From Particles to People: The Laws of Nature and the Meaning of Life

Sean Carroll introduces his fascinating and brilliant talk at TAM (do watch the video) in Cosmic Variance:

That’s the charmingly grandiose title of a talk I gave at The Amazing Meeting this past July, now available online. I hope that the basic message comes through, although the YouTube comments indicate that the nitpicking has already begun in earnest. There’s a rather lot of material to squeeze into half an hour, so some parts are going to be sketchy.

There are actually three points I try to hit here. The first is that the laws of physics underlying everyday life are completely understood. There is an enormous amount that we don’t know about how the world works, but we actually do know the basic rules underlying atoms and their interactions — enough to rule out telekinesis, life after death, and so on. The second point is that those laws are dysteleological — they describe a universe without intrinsic meaning or purpose, just one that moves from moment to moment.
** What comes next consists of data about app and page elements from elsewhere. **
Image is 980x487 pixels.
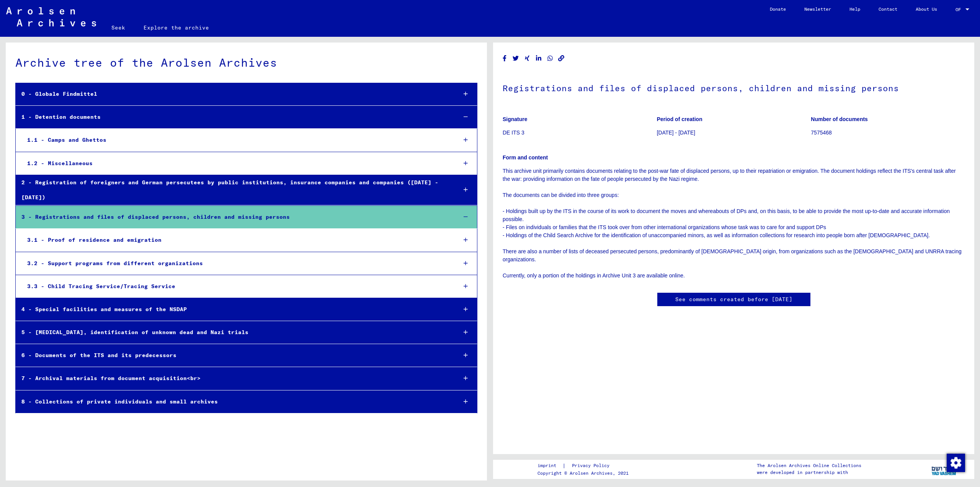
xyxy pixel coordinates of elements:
p: 7575468 [811,129,965,137]
font: 1 - Detention documents [22,113,101,121]
font: Form and content [503,154,548,161]
img: yv_logo.png [930,459,959,478]
img: Arolsen_neg.svg [6,7,96,26]
button: Share on Twitter [512,54,520,63]
font: About Us [916,6,937,12]
font: - Files on individuals or families that the ITS took over from other international organizations ... [503,224,826,230]
font: See comments created before [DATE] [675,295,792,303]
button: Share on Xing [524,54,532,63]
font: Registrations and files of displaced persons, children and missing persons [503,83,899,93]
font: - Holdings built up by the ITS in the course of its work to document the moves and whereabouts of... [503,208,950,222]
a: Explore the archive [134,18,218,37]
font: This archive unit primarily contains documents relating to the post-war fate of displaced persons... [503,168,956,182]
font: Archive tree of the Arolsen Archives [16,55,277,70]
a: imprint [538,461,563,469]
p: [DATE] - [DATE] [657,129,811,137]
font: | [563,462,566,469]
font: The documents can be divided into three groups: [503,192,619,198]
div: Change consent [947,453,965,471]
font: Donate [770,6,786,12]
font: Explore the archive [144,24,209,31]
font: Period of creation [657,116,702,122]
font: Signature [503,116,528,122]
font: The Arolsen Archives Online Collections [757,462,861,468]
font: Help [850,6,860,12]
font: OF [956,7,961,12]
font: 5 - [MEDICAL_DATA], identification of unknown dead and Nazi trials [22,329,249,335]
font: 6 - Documents of the ITS and its predecessors [22,352,177,358]
font: There are also a number of lists of deceased persecuted persons, predominantly of [DEMOGRAPHIC_DA... [503,248,962,262]
font: 7 - Archival materials from document acquisition<br> [22,375,200,381]
button: Share on WhatsApp [547,54,555,63]
font: 3.2 - Support programs from different organizations [27,259,203,266]
a: See comments created before [DATE] [675,295,792,303]
button: Copy link [557,54,566,63]
font: 3.3 - Child Tracing Service/Tracing Service [27,282,175,289]
p: DE ITS 3 [503,129,657,137]
a: Seek [102,18,134,37]
font: 4 - Special facilities and measures of the NSDAP [22,305,187,312]
button: Share on LinkedIn [535,54,543,63]
button: Share on Facebook [501,54,509,63]
font: Number of documents [811,116,868,122]
a: Privacy Policy [566,461,619,469]
font: Contact [879,6,897,12]
font: Seek [112,24,125,31]
font: imprint [538,462,556,468]
font: Privacy Policy [572,462,610,468]
font: 1.2 - Miscellaneous [27,160,93,167]
font: 3.1 - Proof of residence and emigration [27,236,162,243]
font: Copyright © Arolsen Archives, 2021 [538,470,629,475]
font: were developed in partnership with [757,469,848,475]
font: 2 - Registration of foreigners and German persecutees by public institutions, insurance companies... [22,179,438,200]
font: - Holdings of the Child Search Archive for the identification of unaccompanied minors, as well as... [503,232,930,238]
div: 0 - Globale Findmittel [16,87,450,102]
img: Change consent [947,453,965,472]
font: 8 - Collections of private individuals and small archives [22,398,218,405]
font: 1.1 - Camps and Ghettos [27,136,106,143]
font: Currently, only a portion of the holdings in Archive Unit 3 are available online. [503,272,685,278]
font: 3 - Registrations and files of displaced persons, children and missing persons [22,213,290,220]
The third point — the important one, and the most subtle — is that the absence of meaning “out there in the universe” does not mean that people can’t live meaningful lives. Far from it. It simply means that whatever meaning our lives might have must be created by us, not given to us by the natural or supernatural world. There is one world that exists, but many ways to talk about; many stories we can imagine telling about that world and our place within it, without succumbing to the temptation to ignore the laws of nature. That’s the hard part of living life in a natural world, and we need to summon the courage to face up to the challenge.